The course sprawls on a 90-acre tract of land that Spinney said they at first passed up before doubling back for another look.

They bought it in 2013 and spent a full year on the property building out the infrastructure: roads for competitors as well as spectators, stadium lights for the fairgrounds, a full irrigation system to maintain the tracks, and lots of rocks—big ones.

“We bring in rock from one of the rock quarries about 2 miles down the road,” Miltz said. “We take the rocks that can’t fit in the crusher, and he’s happy to give them to us for a really good price.”

Being a good neighbor is important to the Mountain Mafia, because they’ve witnessed other big outdoor events do the opposite, alienating a lot of potential partners and squelching the sport’s growth. The group’s name comes from the Italian but not so much the connotations that conjure images from “The Godfather.”

Rather, they talk about the Italian phrase “mafia,” which comes from cosa nostra, meaning “our thing, our way.”

“Mountain Mafia is, to us, family,” Miltz said. “We keep creating that atmosphere, not necessarily just about family, but constantly expanding the mafia family, whether you’re into motorsport or any other activity.”

Miltz grew up in Michigan and ended up in college at the University of Montana in Missoula. He kept heading West and ultimately landed in Sandpoint.

With a degree in business management and a minor in media art, Miltz wanted to start something that was his own, and partnering with Spinney and Whittier just made sense to him.

Spinney, a competitive snowboarder who built the first terrain park features on Schweitzer and went on to design them at numerous resorts around the West, grew up in Sandpoint and always had a love for mountain sports—and cars.

“Before I could even drive a car I was fixing cars, working on cars, building stuff,” Spinney said. “I’ve always been into monster trucks and the extreme side of automobiles.”

Whittier brings experience in off-roading and fabricating.

“It’s truly about that right team at the right time,” Miltz said. “We always say between the three of us, without one of us none of this would have ever happened.”

The Purcell Trench Ranch has developed a reputation as the best venue for this type of off-roading in the country, “The Super Bowl for this type of racing,” Miltz said, and “the pinnacle for what we do.”

They have worked to develop relationships with regional qualifiers in other western states and in Canada so that there are more opportunities for competitors.
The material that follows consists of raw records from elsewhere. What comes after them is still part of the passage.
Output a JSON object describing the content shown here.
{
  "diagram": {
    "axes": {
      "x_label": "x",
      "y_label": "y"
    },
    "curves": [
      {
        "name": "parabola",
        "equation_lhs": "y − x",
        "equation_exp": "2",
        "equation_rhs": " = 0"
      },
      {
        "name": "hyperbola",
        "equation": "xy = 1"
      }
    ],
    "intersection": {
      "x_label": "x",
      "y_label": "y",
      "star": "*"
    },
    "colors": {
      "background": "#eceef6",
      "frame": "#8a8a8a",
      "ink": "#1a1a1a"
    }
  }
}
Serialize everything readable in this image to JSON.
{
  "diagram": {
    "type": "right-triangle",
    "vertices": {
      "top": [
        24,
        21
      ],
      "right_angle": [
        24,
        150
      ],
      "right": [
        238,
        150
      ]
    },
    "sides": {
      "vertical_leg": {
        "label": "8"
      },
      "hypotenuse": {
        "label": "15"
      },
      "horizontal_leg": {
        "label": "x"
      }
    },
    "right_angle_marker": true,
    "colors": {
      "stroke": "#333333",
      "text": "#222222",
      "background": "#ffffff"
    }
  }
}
Some of those who come to Idaho for Havoc are planning and creating their own courses, Spinney said, fueling his optimism that the sport is going to keep growing.

Spinney recounted a time at a recent party in Spokane when a man came up to him, trying to place his face.
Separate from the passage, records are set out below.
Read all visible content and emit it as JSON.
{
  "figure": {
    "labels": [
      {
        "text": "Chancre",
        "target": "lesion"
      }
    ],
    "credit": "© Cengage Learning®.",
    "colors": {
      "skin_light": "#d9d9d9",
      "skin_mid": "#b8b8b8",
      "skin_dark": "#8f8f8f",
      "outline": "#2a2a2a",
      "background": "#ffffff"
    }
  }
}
“‘Dude, I saw you on TV. You’re the host of the ‘Mountain Mafia’ show,’” Spinney said the man exclaimed as he made the connection. “That really hit me. There’s no ceiling because the way we run our stuff, it’s our thing and we do it our way, and we have some good structure.”
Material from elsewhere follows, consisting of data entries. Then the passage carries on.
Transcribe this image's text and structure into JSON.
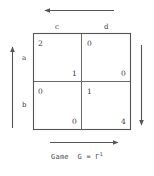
{
  "figure": {
    "caption_prefix": "Game",
    "caption_name": "G",
    "caption_equals": "=",
    "caption_symbol": "Γ",
    "caption_superscript": "1",
    "line_color": "#555555",
    "text_color": "#3a3a3a"
  },
  "matrix": {
    "row_labels": [
      "a",
      "b"
    ],
    "column_labels": [
      "c",
      "d"
    ],
    "cells": [
      [
        {
          "row": "a",
          "col": "c",
          "top_left": "2",
          "bottom_right": "1"
        },
        {
          "row": "a",
          "col": "d",
          "top_left": "0",
          "bottom_right": "0"
        }
      ],
      [
        {
          "row": "b",
          "col": "c",
          "top_left": "0",
          "bottom_right": "0"
        },
        {
          "row": "b",
          "col": "d",
          "top_left": "1",
          "bottom_right": "4"
        }
      ]
    ]
  },
  "arrows": {
    "top": {
      "direction": "left"
    },
    "bottom": {
      "direction": "right"
    },
    "left": {
      "direction": "up"
    },
    "right": {
      "direction": "down"
    }
  }
}
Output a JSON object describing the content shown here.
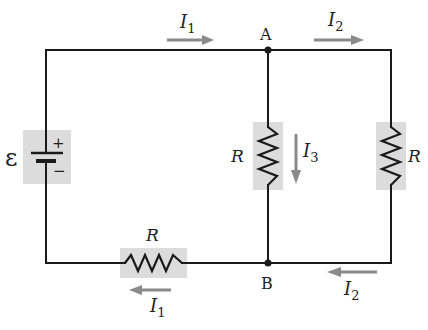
{
  "diagram": {
    "type": "circuit",
    "colors": {
      "wire": "#1a1a1a",
      "component_shade": "#dcdcdc",
      "current_arrow": "#8a8a8a",
      "background": "#ffffff"
    },
    "battery": {
      "symbol": "ε",
      "plus": "+",
      "minus": "−"
    },
    "nodes": {
      "a": "A",
      "b": "B"
    },
    "resistors": {
      "middle": "R",
      "right": "R",
      "bottom": "R"
    },
    "currents": {
      "top_left": {
        "name": "I",
        "sub": "1"
      },
      "top_right": {
        "name": "I",
        "sub": "2"
      },
      "middle": {
        "name": "I",
        "sub": "3"
      },
      "bottom_left": {
        "name": "I",
        "sub": "1"
      },
      "bottom_right": {
        "name": "I",
        "sub": "2"
      }
    }
  }
}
Miltz and Spinney kept coming back to the significance of their creative control and how they want to be sure to represent competitors and their sport accurately and fairly.

“Up until recently, often motorsport has had a sour taste in people’s mouths. … Some of these events have created issues with neighbors, zoning stuff,” Miltz said. “But what we created is we’re family friendly. It’s a lot easier to have families there and having the quality people there, and when these families and crews realize there’s a safe spot and professional spot to participate or spectate, they tell friends and families, and that’s how we’ve grown.”

Season 2 of “Mountain Mafia” is a go, they said, and film crews will be back for Mountain Havoc June 7 through 9. Miltz said they’re planning a few changes based on their experience last season, including mic-ing up the trucks so people can hear the unique sound of each. They had also planned to film some at the “Wake the Squatch” qualifier on the Ranch in April for supplemental footage.

All of it has Miltz and Spinney excited about the future of “vehicular violence.”

“We’re going for higher quality, more action and more airtime,” Spinney said. “It’s worldwide. It’s pretty rad.”